I was born here. I have spent the majority of my life here. I live in a county with roughly 164,000 people. It's not Leiper's Fork Tennessee with and estimated 650 people, but it is a good sampling of small town USA. Florida is funky because we are a very large state. My county is composed of three city/townships that span 680 square miles of land. We have three high schools, three hospitals, one court house, and tons of small businesses and parks. It's not Mayberry, but it's and an average small town.

Last month I wrote about the Ashley Madison hack. I had no idea that the site existed, and I was a bit stunned to learn about online "married" dating. I don't live under a rock in this small town -- I know people cheat. What I didn't realize was how many people in my small town cheat. I didn't realize how many people had given up on monogamy and chosen to stray, while posting happy family photos on Facebook.

It's not what you know, but who you know. A friend, of a friend, of a friend, that I know handed me a hard drive with the first Ashley Madison data dump. I spent Friday night pouring over 2,600 excel files with millions of names. My source was kind enough to provide delimited data from two of the three cities in my small county. I sat face to screen with the harsh reality of "married" dating.

Names of small business owners, community leaders, doctors, youth sports coaches, and friends. It was a very different feeling from finding out that Josh Duggar and Sam Radar, two Christian evangelists, were on the list. I don't personally know those cheaters.

I am not writing this article to be the town crier. I have no interest in sharing the files or divulging names. However, based on a small sampling of the data, if I went to Walmart and 160 people were in the store, two of them would be Ashley Madison clients. Soon enough everyone will be able to see the full files and do their own search. Companies are already setting up websites to do email searches -- in a matter of days you will be able to do a name check. I am writing this because it is the sad reality that we now live in. My opinion on "married" dating, whether on Ashley Madison or in a local bar, is sad, deceptive, fraudulent, underhanded, and sleazy.

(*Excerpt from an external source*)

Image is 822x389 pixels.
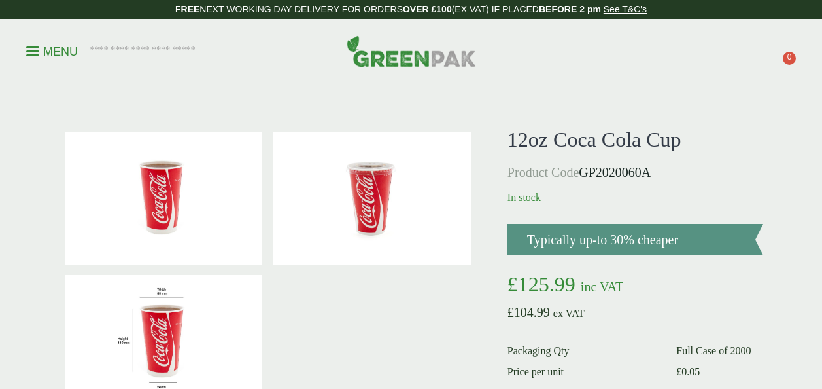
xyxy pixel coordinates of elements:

What hit me like a ton of bricks was seeing people who had recently gotten engaged, newlywed couples, and 20-year married veterans, were listed side by side in endless rows of excel data. Did this hack expose the death of monogamy? Should we stick a fork in it? Perhaps everyone who gets married from now on should be required to write their own vows.

New Marriage Vows should look something like this:
I, ____, take you, ____, to be my lawfully wedded(husband/wife), to have and to hold, when I'm not holding someone else, from this day forward, or until you catch me cheating, for better, for worse, probably not for worse, for richer, for poorer, definitely not for poorer, in sickness and in health, not if your sickness is a strain on me, until death do us part, are you up to date on your life insurance?

I myself have been married for 12 years. My marriage is not perfect. We fight, we fail each other, but we try. We don't "married" date. I am not here to throw stones from the porch of my glass house. I am here to say that life as we know it will change from this event. This hack will go down in the electronic history books.

This hack will change the way people live their "online" lives. There is no such thing as privacy anymore. If you though what you did in the deep dark crevices of the internet was safe, you are mistaken. This hack will cause a "cyber" fallout with global ramifications. It has officially been announced that divorce attorneys will be experiencing "Christmas in September," as millions of petitions for divorce will likely be filed.

I am concerned that is will mark the end of the institution of marriage as we know it. And to think that right wing politicians and religious evangelists wanted to blame gay marriage for the destruction of traditional American values. Traditional American values in small town USA did that all on its own.